Hello on another Sunday!

I am working on my Life Coach Certification and I am about to be done. My certification is based on a model called NLP (Neuro-Linguistic Programming) and the specific techniques in the method made me think of the importance of perspective in our lives.

NLP is a model that uses our neurological wiring and linguistic usage to reprogram how we see our issues. So, it is often about changing the perspective on the issue so that we can see it from a broader view. I am not too experienced in the techniques yet, but I have seen the effect it does on people in my assignments. So that made me think how important our perspective on our experiences is.

Let’s say you have been criticized for your performance at work or at school and you don’t like being criticized (well, I guess no one does). Now you have some options: (i) you go around blaming yourself for performing poorly, (ii) you go around blaming the person who criticized you, (iii) you try to think of what you learnt from this experience and (iv) you pretend nothing happened after all. What will happen with the first two is that you will get stuck in negative feelings. The last one will not give you anything. The third one will give you a better outlook. So, if you choose to go with the third option, you can tell the person who criticized you how thankful you are for the suggestions either in person or in your head. Then, you can start thinking about what you gained from it and hopefully apply it later.

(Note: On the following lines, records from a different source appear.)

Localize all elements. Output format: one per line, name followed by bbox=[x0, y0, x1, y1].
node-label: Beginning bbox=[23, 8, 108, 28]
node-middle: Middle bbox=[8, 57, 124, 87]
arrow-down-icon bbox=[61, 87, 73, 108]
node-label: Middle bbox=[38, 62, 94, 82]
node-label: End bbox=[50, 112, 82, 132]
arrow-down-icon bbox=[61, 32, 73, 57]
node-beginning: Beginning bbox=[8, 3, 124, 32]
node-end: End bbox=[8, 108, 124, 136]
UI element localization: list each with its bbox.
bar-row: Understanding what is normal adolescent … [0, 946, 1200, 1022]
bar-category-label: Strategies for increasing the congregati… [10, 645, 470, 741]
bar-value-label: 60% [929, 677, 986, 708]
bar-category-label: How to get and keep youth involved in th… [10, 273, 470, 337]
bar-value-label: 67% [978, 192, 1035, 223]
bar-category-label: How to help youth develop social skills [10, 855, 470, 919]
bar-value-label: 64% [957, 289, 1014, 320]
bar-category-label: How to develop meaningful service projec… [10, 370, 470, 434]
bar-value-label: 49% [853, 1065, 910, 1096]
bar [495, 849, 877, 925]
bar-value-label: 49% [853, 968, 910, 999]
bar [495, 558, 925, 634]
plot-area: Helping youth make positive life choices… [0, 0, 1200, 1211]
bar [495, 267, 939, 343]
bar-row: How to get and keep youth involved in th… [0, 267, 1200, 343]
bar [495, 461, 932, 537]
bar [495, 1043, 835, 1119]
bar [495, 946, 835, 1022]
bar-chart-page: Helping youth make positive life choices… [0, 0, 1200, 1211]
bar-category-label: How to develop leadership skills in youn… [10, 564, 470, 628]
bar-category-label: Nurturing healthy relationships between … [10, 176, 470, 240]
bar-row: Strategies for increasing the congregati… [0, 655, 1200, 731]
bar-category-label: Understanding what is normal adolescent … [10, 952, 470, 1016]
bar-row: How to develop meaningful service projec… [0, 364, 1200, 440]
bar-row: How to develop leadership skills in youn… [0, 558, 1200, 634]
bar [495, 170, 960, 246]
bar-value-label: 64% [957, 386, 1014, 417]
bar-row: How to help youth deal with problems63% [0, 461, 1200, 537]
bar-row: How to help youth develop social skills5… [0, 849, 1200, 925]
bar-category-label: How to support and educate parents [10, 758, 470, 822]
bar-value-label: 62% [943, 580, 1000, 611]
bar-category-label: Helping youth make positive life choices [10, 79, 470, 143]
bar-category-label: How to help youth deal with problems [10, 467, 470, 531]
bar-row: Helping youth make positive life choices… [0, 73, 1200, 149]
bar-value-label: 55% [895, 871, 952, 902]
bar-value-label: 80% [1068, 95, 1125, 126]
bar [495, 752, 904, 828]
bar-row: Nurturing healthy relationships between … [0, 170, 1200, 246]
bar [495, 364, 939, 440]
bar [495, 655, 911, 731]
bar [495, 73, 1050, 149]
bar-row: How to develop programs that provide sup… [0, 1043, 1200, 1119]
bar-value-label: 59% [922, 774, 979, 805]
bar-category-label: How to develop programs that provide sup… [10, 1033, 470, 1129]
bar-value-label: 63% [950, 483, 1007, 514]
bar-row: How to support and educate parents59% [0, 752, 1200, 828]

Let’s say you broke up with someone. After you are done with the initial shock and the overflowing feelings, you can choose to stay with those feelings and think hard about why it happened. Or you can accept the situation and re-invent yourself. The first one is the familiar voice because the mind wants to keep what it already knows. But it does not give you much in the long run. The second one is scary but can open new doors for you later.

When you get a bad coffee for your coffee machine, you can regret it for days or you can take this as an experience and say ‘Now I know this coffee is not good’. You will then have suggestions to make to people.

It looks like opening up new ways of looking at issues can indeed give us new ways to make ourselves better and it can bring us closer to our potential. We have a choice to make.

Do you have a tendency to get stuck in one way of looking at things (I certainly do, which is why NLP helped me a lot)? Or can you see an issue from different perspectives? If you can, how did you manage to get that habit? Let’s talk about perspective-shifting today.

PS: I know that it is hard to see different perspectives in the initial stages of a break-up or in the face of criticism. There, I believe we should give ourselves time for our emotions to settle and then we can think about different perspectives. But getting emotions out comes first!